This paper is devoted to the main groups of iconographical motifs of removed shoes, discalceation, and monosandalism in Early Netherlandish and German art and their relation to the gestures of treading. Firstly, these are motifs...
moreThis paper is devoted to the main groups of iconographical motifs of removed shoes, discalceation, and monosandalism in Early Netherlandish and German art and their relation to the gestures of treading.
Firstly, these are motifs symbolizing otherness, heresy, stupidity, insanity, and buffoonery in the stories of “The Ship of Fools”, “The Prodigal Son”, “Extraction of Stones of Folly” (Moria), and others. The roots of these motifs of laughter culture can be associated with the ancient monosandalism of the Dionysian motives of disbalance.
Secondly, these are the motifs of legal symbolism — the Jewish rituals of the cession of rights (Kinyan), including the ritual of divorce in the levirate marriage (Khalitsa), respect for jurisdiction by removing the shoes before the sacred place and derivative genre motifs (for example, the regional cult of the “Joseph’s diapers”).
Particular attention has been paid to the legal symbolism of divorce (Mt. 1:19) in the context of the analysis of the European divorce and the separation “a mensa et thoro” statistics in the 14th–15th centuries, reflecting the specifics of paternalistic relations in the Franco-Flemish region. Thirdly, these are other genre, erotic, folklore and literary motifs. In the form of genre details, sometimes with possible allusions to the above-mentioned meanings, these motifs are inherited in the art of the 17th century, for example, in paintings by Rembrandt, Metsyu, and Vermeer.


Exclude the pictures and retype the entries as written.
--- MATERIAL FOR THIS TASK Enclosed Below ---
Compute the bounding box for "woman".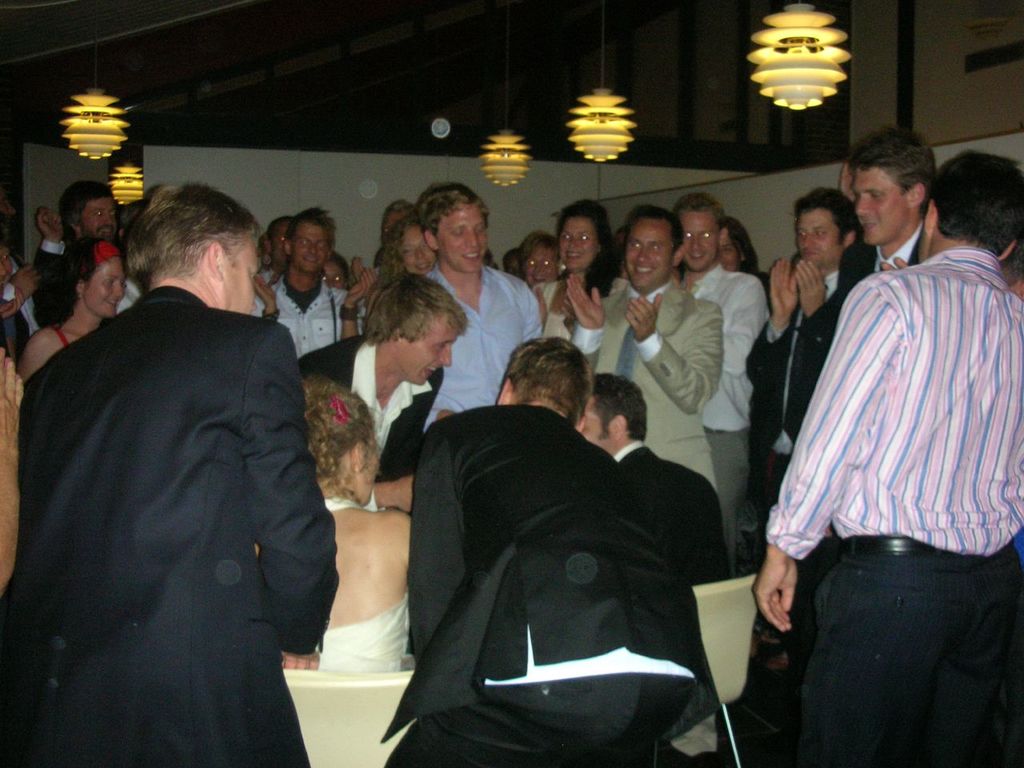
[left=14, top=230, right=126, bottom=380].
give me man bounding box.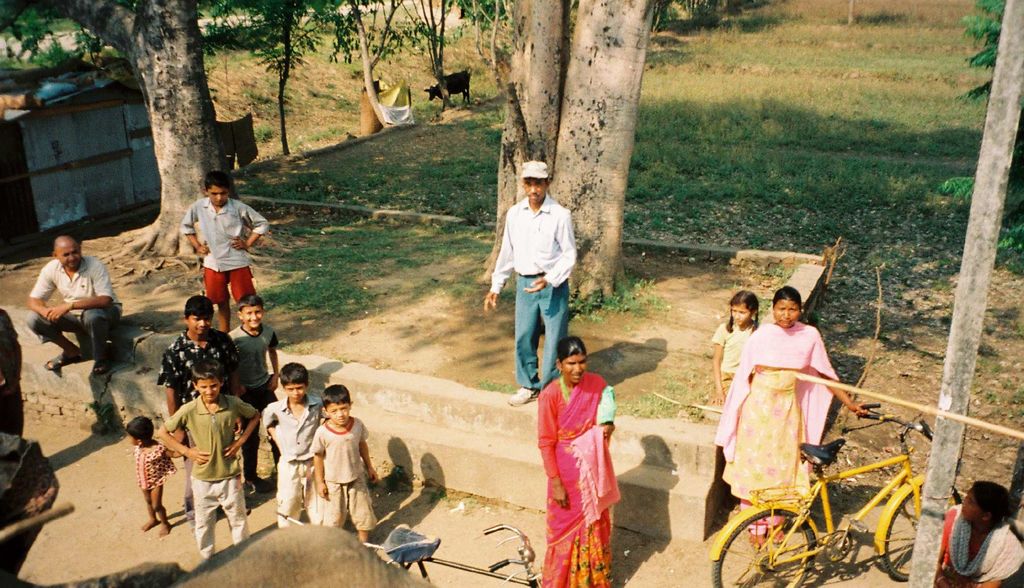
22/234/124/376.
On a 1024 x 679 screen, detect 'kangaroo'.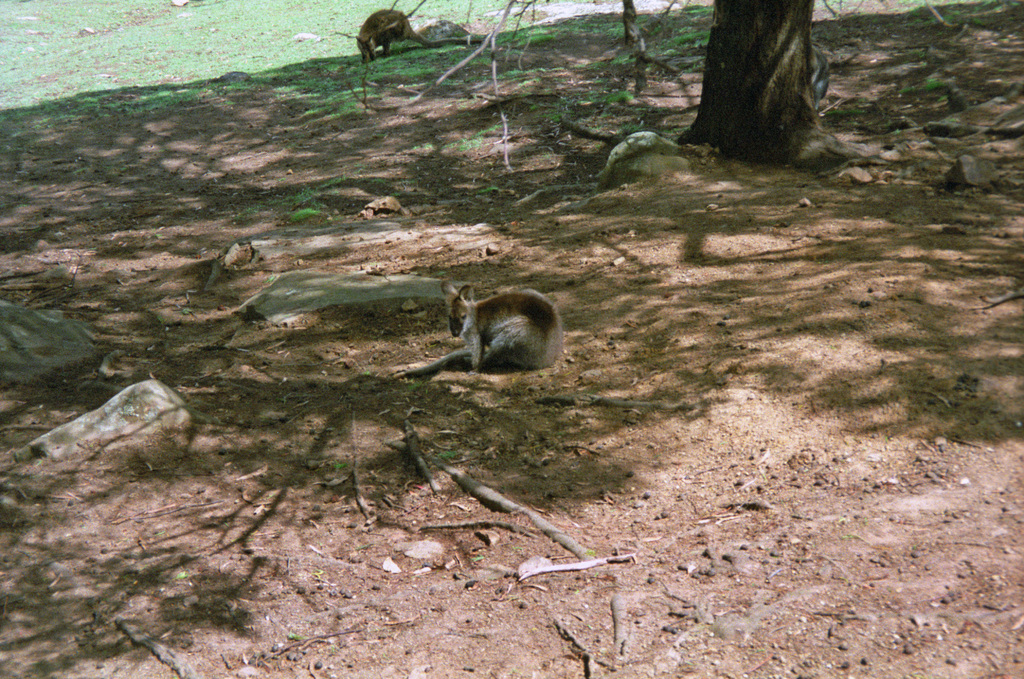
x1=420, y1=280, x2=567, y2=369.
--- End of Enclosed MATERIAL FOR THIS TASK ---
ANSWER SPACE>
Compute the bounding box for "woman".
[left=14, top=230, right=126, bottom=380].
give me man bounding box.
22/234/124/376.
On a 1024 x 679 screen, detect 'kangaroo'.
x1=420, y1=280, x2=567, y2=369.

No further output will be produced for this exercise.